Root CMakeLists.txt CMake file defines root project and its common properties, like dependency verification and common library definition. Adding any new dependency or new module to the project is done in this file. Each project module is responsible for its own build configuration options and it should not be handled in root CMakeLists.txt file.
Each project module can have different user-configurable build configuration options. To list currently available build options go to List build configuration options chapter.
Current project has three existing modules which can serve as an example and are defined in:
- src/CMakeLists.txt - Main module which defines W3C-Server library and executable.
- test/CMakeLists.txt - Module defining testclient executable as a helper tool for exercising W3C-Server.
- unit-test/CMakeLists.txt - Module defining unit-test executable for testing build W3C-Server library.
Build configuration options of W3C-Server are defined in different CMakeLists.txt files, depending on each included module in build.
To list all available build options, invoke below CMake command from build directory:
cmake -LH ..
Provided command shall list cached CMake variables that are available for configuration.
Alternatively, one can use cmake-gui to query and|or configure project through UI.
By changing values of different configuration options, user can control
build of W3C-Server.
Available build options with optional parameters, if available, are presented below.
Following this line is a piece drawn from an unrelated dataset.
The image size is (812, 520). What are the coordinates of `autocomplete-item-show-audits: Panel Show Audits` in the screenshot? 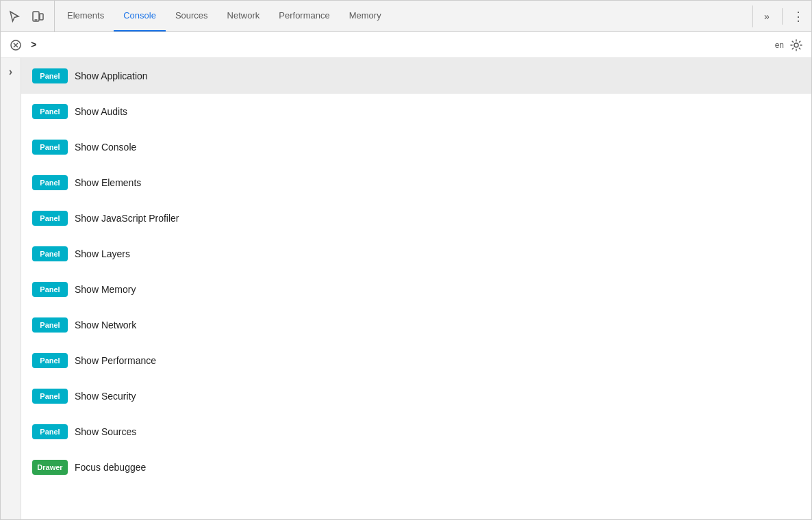 It's located at (416, 112).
Default parameters are shown in bold:
- CMAKE_BUILD_TYPE [Release/Debug/Coverage] - Build type. Available options:
- Release - Default build type. Enabled optimizations and no debug information is available.
- Debug - Debug information is available and optimization is disabled.
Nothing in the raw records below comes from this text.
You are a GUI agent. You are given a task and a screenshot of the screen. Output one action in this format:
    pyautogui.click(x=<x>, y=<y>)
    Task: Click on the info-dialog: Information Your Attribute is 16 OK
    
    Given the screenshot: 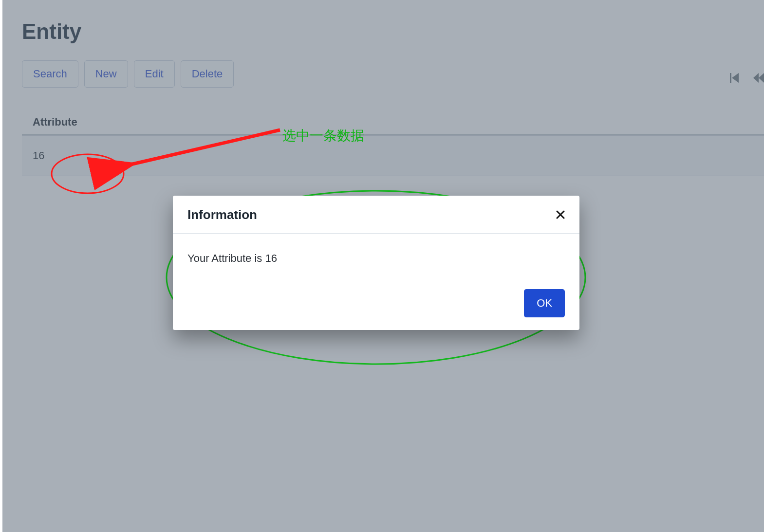 What is the action you would take?
    pyautogui.click(x=376, y=263)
- Coverage - Coverage information is generated with debug information and reduced optimization levels for better reporting. Check Coverage chapter for more details.
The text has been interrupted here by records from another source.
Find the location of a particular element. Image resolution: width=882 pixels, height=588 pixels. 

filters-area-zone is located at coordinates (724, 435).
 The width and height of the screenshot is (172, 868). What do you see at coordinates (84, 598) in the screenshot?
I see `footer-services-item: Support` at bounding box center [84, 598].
- BUILD_EXE [ON/OFF] - Default build shall produce W3C-Server executable. If set to OFF W3C-Server shall be built as a library which could be used in another application. Eg: could be found in the vehicle2cloud app.
- BUILD_TEST_CLIENT [ON/OFF] - Build separate testclient executable. Test client is a utility to test Web-Socket request interface of W3C-Server and retrieve responses.
- BUILD_UNIT_TEST [ON/OFF] - If enabled, build shall produce separate w3c-unit-test executable which will run existing tests for server implementation.
- ADDRESS_SAN [ON/OFF] - If enabled and Clang is used as compiler, AddressSanitizer will be used to build W3C-Server for verifying run-time execution.
An example of W3C-Server CMake build configuration invocation with enabled unit test is shown below (e.g. used when debugging unit-tests):
cmake -DCMAKE_BUILD_TYPE=Debug -DBUILD_UNIT_TEST=ON ..
Warning: Information in this section may be outdated
Coverage information will be generated automatically for W3C-Server core library sources When CMAKE_BUILD_TYPE is set to Coverage and GCC or Clang are used as compilers.
While coverage information will be generated, generation of reports are left to be handled by the user and its tool preferences.
Example of way for generating reports for different compilers is shown below. We will use unit tests to generate coverage information. Setting up build correctly, depending on compiler
For GCC compiler, as an example, we can use gcovr tool to generate reports for generated coverage information.
# Make or goto out-of-source build Directory
# Configure build
CXX=g++ CC=gcc cmake -DCMAKE_BUILD_TYPE=Coverage -DBUILD_UNIT_TEST=ON ..
# make everything needed
make -j8
# goto and run unit-tests
cd unit-test
./w3c-unit-test
# goto build root
cd ..
# generate coverage information with gcovr
gcovr -v --html -r ../src/ src/ -o coverage.html
After executing, coverage.html file will be generated with detailed coverage information for core sources.
For Clang compiler, as an example, we can use llvm-cov tool to generate reports for generated coverage information.
# Make or goto out-of-source build Directory
# Configure build
CXX=clang++ CC=clang cmake -DCMAKE_BUILD_TYPE=Coverage -DBUILD_UNIT_TEST=ON ..
# make everything needed
make -j8
# goto and run unit-tests
cd unit-test
./w3c-unit-test
# convert raw coverage data to indexed
llvm-profdata merge -sparse default.profraw -o default.profdata
# generate coverage information with llvm-cov
llvm-cov show --format=html ../src/libkuksa-val-server-core.so -instr-profile=default.profdata > coverage.html
After executing, coverage.html file will be generated with detailed coverage information for core sources.